On 6/8/21 2:58 AM, Peter Dimov via Boost wrote:
Raffi Enficiaud wrote:
I have not looked at the recent developments for CMake in Boost. If the CMakeLists.txt I developed (under build/) is still there, it contained 2 targets: one for static and one for shared. Those were having different and explicit names.
I decided to not do this and instead use the "normal" CMake way of relying on BUILD_SHARED_LIBS.
It causes problems in the more complicated cases where a compiled Boost::X links to header-only Boost::Y which links to a compiled Boost::Z. Client code can choose to link explicitly to Boost::static_X, and if X used Z directly, it could link to Boost::static_Z, but it doesn't. And requiring all header-only libraries to also provide triplicate targets so that static/shared-ness can be propagated correctly is (I think) infeasible. So X links to Boost::Y, and Y has to choose whether to link to the static or shared Z, but it doesn't know how.
(b2 does this "right" by having static/shared as a build feature, and propagating it automatically. No need to split your targets by hand.)
Swimming upstream is sometimes justified when it results in something objectively better than the accepted CMake way, but I don't believe that's the case here, so BUILD_SHARED_LIBS will have to do. (Similarly, I tried to do something b2-like with the tests, but at the end reverting to the way CMake wants to do things proved better.)
Getting back to Boost.Test, I've duplicated the targets with an included_ prefix:
https://github.com/boostorg/test/commit/bce2d24c8b32f47f0403766fe4fee3e2e93a...
Not to start a bikeshedding argument, but maybe a more generic naming scheme would be preferable? I'm thinking something like Boost::x names the default config, Boost::x::header_only means header-only variant, Boost::x::static means static library, and so on. This makes it possible to add more configurations in the future, including the library-specific ones, if needed.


Every line below that contains the word "xlabel" must be copied.
***
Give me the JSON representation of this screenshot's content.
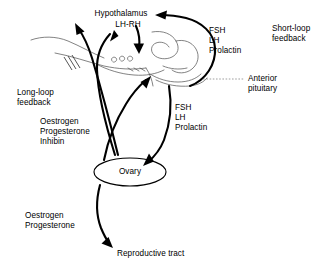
{
  "diagram": {
    "background_color": "#ffffff",
    "line_color": "#000000",
    "sketch_color": "#5a5a5a",
    "width": 331,
    "height": 268,
    "nodes": {
      "hypothalamus": "Hypothalamus",
      "lh_rh": "LH-RH",
      "anterior_pituitary": "Anterior\npituitary",
      "anterior_pituitary_line1": "Anterior",
      "anterior_pituitary_line2": "pituitary",
      "ovary": "Ovary",
      "reproductive_tract": "Reproductive tract"
    },
    "labels": {
      "short_loop_feedback_line1": "Short-loop",
      "short_loop_feedback_line2": "feedback",
      "long_loop_feedback_line1": "Long-loop",
      "long_loop_feedback_line2": "feedback",
      "pituitary_hormones_upper": {
        "line1": "FSH",
        "line2": "LH",
        "line3": "Prolactin"
      },
      "pituitary_hormones_lower": {
        "line1": "FSH",
        "line2": "LH",
        "line3": "Prolactin"
      },
      "ovarian_hormones_feedback": {
        "line1": "Oestrogen",
        "line2": "Progesterone",
        "line3": "Inhibin"
      },
      "ovarian_hormones_tract": {
        "line1": "Oestrogen",
        "line2": "Progesterone"
      }
    }
  }
}
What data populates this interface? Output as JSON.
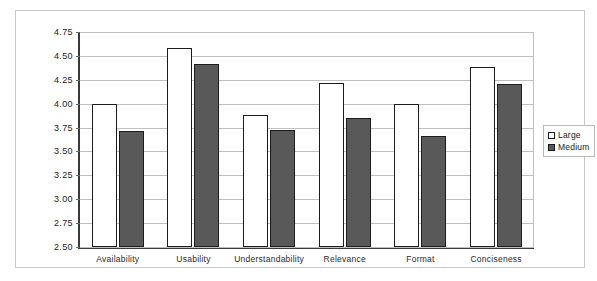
{
  "chart_data": {
    "type": "bar",
    "title": "",
    "xlabel": "",
    "ylabel": "",
    "ylim": [
      2.5,
      4.75
    ],
    "yticks": [
      "2.50",
      "2.75",
      "3.00",
      "3.25",
      "3.50",
      "3.75",
      "4.00",
      "4.25",
      "4.50",
      "4.75"
    ],
    "grid": true,
    "legend_position": "right",
    "categories": [
      "Availability",
      "Usability",
      "Understandability",
      "Relevance",
      "Format",
      "Conciseness"
    ],
    "series": [
      {
        "name": "Large",
        "values": [
          4.0,
          4.58,
          3.88,
          4.22,
          4.0,
          4.38
        ]
      },
      {
        "name": "Medium",
        "values": [
          3.71,
          4.42,
          3.72,
          3.85,
          3.66,
          4.21
        ]
      }
    ],
    "colors": {
      "large": "#ffffff",
      "medium": "#595959",
      "bar_border": "#1c1c1c",
      "gridline": "#c0c0c0",
      "axis": "#3a3a3a",
      "frame": "#c9c9c9"
    }
  },
  "legend": {
    "items": [
      {
        "label": "Large",
        "swatch": "hollow-square-icon"
      },
      {
        "label": "Medium",
        "swatch": "filled-square-icon"
      }
    ]
  }
}
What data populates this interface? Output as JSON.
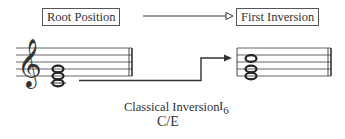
{
  "labels": {
    "root_position": "Root Position",
    "first_inversion": "First Inversion"
  },
  "caption": {
    "title": "Classical Inversion",
    "chord_symbol": "C/E",
    "roman_numeral": "I",
    "figured_bass": "6"
  },
  "chords": {
    "root_position_notes": [
      "C",
      "E",
      "G"
    ],
    "first_inversion_notes": [
      "E",
      "G",
      "C"
    ]
  },
  "clef": "treble-clef",
  "colors": {
    "ink": "#333333",
    "background": "#ffffff"
  }
}
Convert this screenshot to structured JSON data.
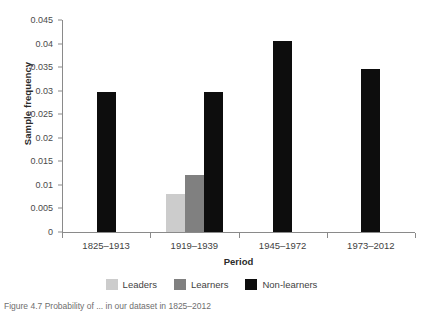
{
  "chart_data": {
    "type": "bar",
    "title": "",
    "xlabel": "Period",
    "ylabel": "Sample frequency",
    "categories": [
      "1825–1913",
      "1919–1939",
      "1945–1972",
      "1973–2012"
    ],
    "series": [
      {
        "name": "Leaders",
        "color": "#cccccc",
        "values": [
          0,
          0.008,
          0,
          0
        ]
      },
      {
        "name": "Learners",
        "color": "#808080",
        "values": [
          0,
          0.012,
          0,
          0
        ]
      },
      {
        "name": "Non-learners",
        "color": "#0d0d0d",
        "values": [
          0.0298,
          0.0298,
          0.0405,
          0.0345
        ]
      }
    ],
    "ylim": [
      0,
      0.045
    ],
    "yticks": [
      0,
      0.005,
      0.01,
      0.015,
      0.02,
      0.025,
      0.03,
      0.035,
      0.04,
      0.045
    ],
    "ytick_labels": [
      "0",
      "0.005",
      "0.01",
      "0.015",
      "0.02",
      "0.025",
      "0.03",
      "0.035",
      "0.04",
      "0.045"
    ],
    "grid": false,
    "legend_position": "bottom"
  },
  "legend": [
    {
      "label": "Leaders",
      "color": "#cccccc"
    },
    {
      "label": "Learners",
      "color": "#808080"
    },
    {
      "label": "Non-learners",
      "color": "#0d0d0d"
    }
  ],
  "caption": "Figure 4.7 Probability of ... in our dataset in 1825–2012"
}
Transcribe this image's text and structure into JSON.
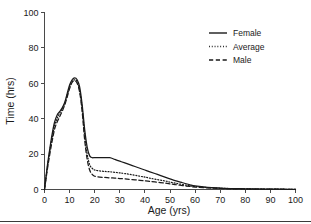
{
  "chart_data": {
    "type": "line",
    "title": "",
    "xlabel": "Age (yrs)",
    "ylabel": "Time (hrs)",
    "xlim": [
      0,
      100
    ],
    "ylim": [
      0,
      100
    ],
    "xticks": [
      0,
      10,
      20,
      30,
      40,
      50,
      60,
      70,
      80,
      90,
      100
    ],
    "yticks": [
      0,
      20,
      40,
      60,
      80,
      100
    ],
    "xticklabels": [
      "0",
      "10",
      "20",
      "30",
      "40",
      "50",
      "60",
      "70",
      "80",
      "90",
      "100"
    ],
    "yticklabels": [
      "0",
      "20",
      "40",
      "60",
      "80",
      "100"
    ],
    "grid": false,
    "legend_position": "upper right",
    "x": [
      0,
      1,
      2,
      3,
      4,
      5,
      6,
      7,
      8,
      9,
      10,
      11,
      12,
      13,
      14,
      15,
      16,
      17,
      18,
      19,
      20,
      22,
      24,
      26,
      28,
      30,
      32,
      35,
      38,
      40,
      42,
      45,
      48,
      50,
      52,
      55,
      58,
      60,
      65,
      70,
      75,
      80,
      85,
      90,
      95,
      100
    ],
    "series": [
      {
        "name": "Female",
        "style": "solid",
        "color": "#1a1a1a",
        "values": [
          0,
          12,
          22,
          31,
          38,
          42,
          44,
          46,
          49,
          54,
          59,
          62,
          63,
          62,
          58,
          48,
          34,
          24,
          19,
          18,
          18,
          18,
          18,
          18,
          17,
          16,
          15,
          13.5,
          12,
          11,
          10,
          8.5,
          7,
          6,
          5,
          3.8,
          2.6,
          2,
          1.2,
          0.8,
          0.5,
          0.4,
          0.3,
          0.2,
          0.15,
          0.1
        ]
      },
      {
        "name": "Average",
        "style": "dotted",
        "color": "#1a1a1a",
        "values": [
          0,
          11,
          21,
          29,
          36,
          40,
          43,
          45.5,
          48.5,
          53,
          58,
          61,
          62,
          61,
          56,
          46,
          31,
          20,
          14,
          12,
          11,
          10.5,
          10.2,
          10,
          9.7,
          9.4,
          9,
          8.3,
          7.5,
          7,
          6.4,
          5.6,
          4.8,
          4.2,
          3.6,
          2.8,
          2.1,
          1.7,
          1.1,
          0.7,
          0.5,
          0.35,
          0.25,
          0.2,
          0.15,
          0.1
        ]
      },
      {
        "name": "Male",
        "style": "dashed",
        "color": "#1a1a1a",
        "values": [
          0,
          10,
          19,
          27,
          34,
          38,
          41,
          44,
          47.5,
          52,
          57,
          60.5,
          61.5,
          60,
          55,
          44,
          28,
          17,
          11,
          8.5,
          7.5,
          7,
          6.8,
          6.6,
          6.4,
          6.2,
          6,
          5.6,
          5.2,
          4.9,
          4.6,
          4.1,
          3.6,
          3.2,
          2.8,
          2.2,
          1.7,
          1.4,
          0.9,
          0.6,
          0.4,
          0.3,
          0.22,
          0.18,
          0.12,
          0.08
        ]
      }
    ]
  },
  "legend": {
    "items": [
      {
        "label": "Female",
        "style": "solid"
      },
      {
        "label": "Average",
        "style": "dotted"
      },
      {
        "label": "Male",
        "style": "dashed"
      }
    ]
  },
  "axes": {
    "x_title": "Age (yrs)",
    "y_title": "Time (hrs)"
  }
}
***
Result for this exercise:
    "xlabel": "",
    "xlabel": "Period",
    "xlabel": "Age (yrs)",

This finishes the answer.